NO. 665 PORTOLÁ TRAIL CAMPSITE, 2 – The expedition of Don Gaspar de Portolá from Mexico passed this way en route to Monterey to begin the Spanish colonization of California. With Captain Don Fernando Rivera y Moncada, Lieutenant Don Pedro Fages, Sergeant José Francisco Ortega, and Fathers Juan Crespí and Francisco Gómez, Portolá and his ...
After establishing a base at San Diego on July 14, 1769, the expedition headed northbound. The expedition made camp in San Pedro Valley and on November 1, 1769, Portola made Ortega the chief scout and sent him along with other men north to locate San Francisco Bay within three days. The following day on November 2, some of the troops were out ...
Portolá Trail historic plaque on rock in Elysian Park in Los Angeles, near the North Broadway-Buena Vista St. Bridge (CHL 655) Gaspar de Portolá Gaspar de Portolá 1770. The Portolá Trail Campsite or Portolá Trail Campsite No. 1 is the spot of the first Europeans to travel and camp overnight in what is now Central Los Angeles, California.
The San Francisco Bay Discovery Site is a marker commemorating the first recorded European sighting of San Francisco Bay.In 1769, the Portola expedition traveled north by land from San Diego, seeking to establish a base at the Port of Monterey described by Sebastian Vizcaino in 1602.

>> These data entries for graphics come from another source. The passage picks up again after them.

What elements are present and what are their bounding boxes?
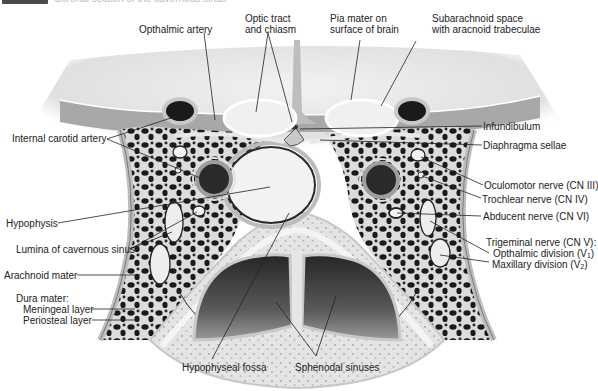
label-optic-tract-line2: and chiasm <box>245 24 296 35</box>
label-sphenodal-sinuses: Sphenodal sinuses <box>295 362 380 373</box>
label-diaphragma-sellae: Diaphragma sellae <box>483 140 566 151</box>
hypophysis <box>227 147 315 223</box>
optic-chiasm-right <box>326 100 398 136</box>
label-trochlear-nerve: Trochlear nerve (CN IV) <box>482 194 588 205</box>
sinus-septum <box>292 250 302 332</box>
oculomotor-nerve <box>411 149 425 161</box>
close-paren: ) <box>591 248 594 259</box>
label-infundibulum: Infundibulum <box>483 121 540 132</box>
label-internal-carotid-artery: Internal carotid artery <box>12 133 107 144</box>
label-pia-mater-line1: Pia mater on <box>330 13 387 24</box>
label-meningeal-layer: Meningeal layer <box>23 304 94 315</box>
label-abducent-nerve: Abducent nerve (CN VI) <box>483 211 589 222</box>
close-paren: ) <box>584 259 587 270</box>
opthalmic-division <box>420 200 436 236</box>
opthalmic-division-text: Opthalmic division (V <box>493 248 587 259</box>
trochlear-nerve <box>418 172 424 178</box>
label-hypophysis: Hypophysis <box>6 218 58 229</box>
internal-carotid-upper-right <box>396 99 428 123</box>
label-opthalmic-artery: Opthalmic artery <box>139 24 212 35</box>
label-subarachnoid-line2: with aracnoid trabeculae <box>432 24 540 35</box>
label-trigeminal-nerve: Trigeminal nerve (CN V): <box>486 237 596 248</box>
internal-carotid-right <box>364 163 398 197</box>
label-periosteal-layer: Periosteal layer <box>23 315 92 326</box>
label-pia-mater-line2: surface of brain <box>330 24 399 35</box>
maxillary-division-text: Maxillary division (V <box>492 259 580 270</box>
label-maxillary-division: Maxillary division (V2) <box>492 259 588 272</box>
label-subarachnoid-line1: Subarachnoid space <box>432 13 523 24</box>
label-lumina-cavernous-sinus: Lumina of cavernous sinus <box>16 244 135 255</box>
internal-carotid-upper-left <box>164 99 196 123</box>
maxillary-division <box>430 239 450 267</box>
label-optic-tract-line1: Optic tract <box>245 13 291 24</box>
label-arachnoid-mater: Arachnoid mater <box>4 270 77 281</box>
optic-chiasm-left <box>224 100 296 136</box>
label-oculomotor-nerve: Oculomotor nerve (CN III) <box>484 180 598 191</box>
label-dura-mater: Dura mater: <box>16 293 69 304</box>
label-hypophyseal-fossa: Hypophyseal fossa <box>182 362 267 373</box>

Bernardo Yorba was born on August 20, 1800, in San Diego. Other sources list his birth on August 4, 1801. [4] [5] Bernardo was the son of José Antonio Yorba, one of the first Spanish soldiers to arrive in California, and Maria Josefa Grijalva.
Statue of Gaspar de Portolá in Pacifica, California, near the expedition's November 1 camp. This timeline of the Portolá expedition tracks the progress during 1769 and 1770 of the first European exploration-by-land of north-western coastal areas in what became Las Californias, a province of Spanish colonial New Spain.
His diaries, first published in H. E. Bolton's Fray Juan Crespi (1927, repr. 1971), and published in the original Spanish with facing page translations as A Description of Distant Roads: Original Journals of the First Expedition into California, 1769-1770 (2001) [4] provided valuable records of these expeditions.